Tuesday, October 21, 2003


What wants to integrate with what? Many who have a new app or category of app decide that the way to drive adoption is to integrate it with email. Same for blog aggregators. 

There has been some discussion recently about why this is or might be a good idea. Obviously there are several examples of existing products that do this, and do a very nice job of it.

While I am not convinced that this is the right way to go, I don't want to contest that approach necessarily. 

I want to raise the thought that not all apps that seem similar do better when integrated together, and conversely, some apps that do better together actually are not similar at all. In other words, similarity is not the test for integration.

My exhibit #1: Why not integrate email and instant messaging into one client? Seems like a very obvious idea, and yet it's not been done (effectively right) and in my opinion it's a bad idea.

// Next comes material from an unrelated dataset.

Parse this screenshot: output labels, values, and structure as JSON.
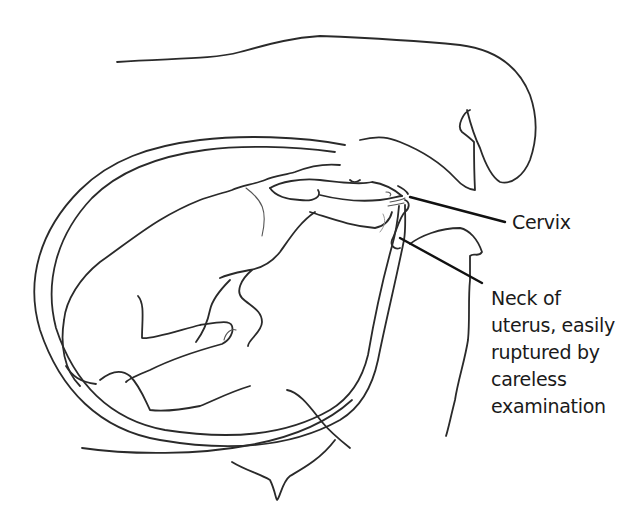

Superficially, IM is just very fast email. Why not have a checkbox on your mail client that says: "send instantly."

But no, in my opinion I don't think that would ever work because the mode of use of IM is totally different from email. And the purpose in the user's mind. IM is lightweight and transient, email is richer and more permanent. IM is small and casual, email is bigger and more formal. If we decided to add a 'sent' folder, cc: lists, and rich text editing to IM, we would break it.

I don't know that I believe as firmly that the same is true about email and blog aggregators, but it's food for thought.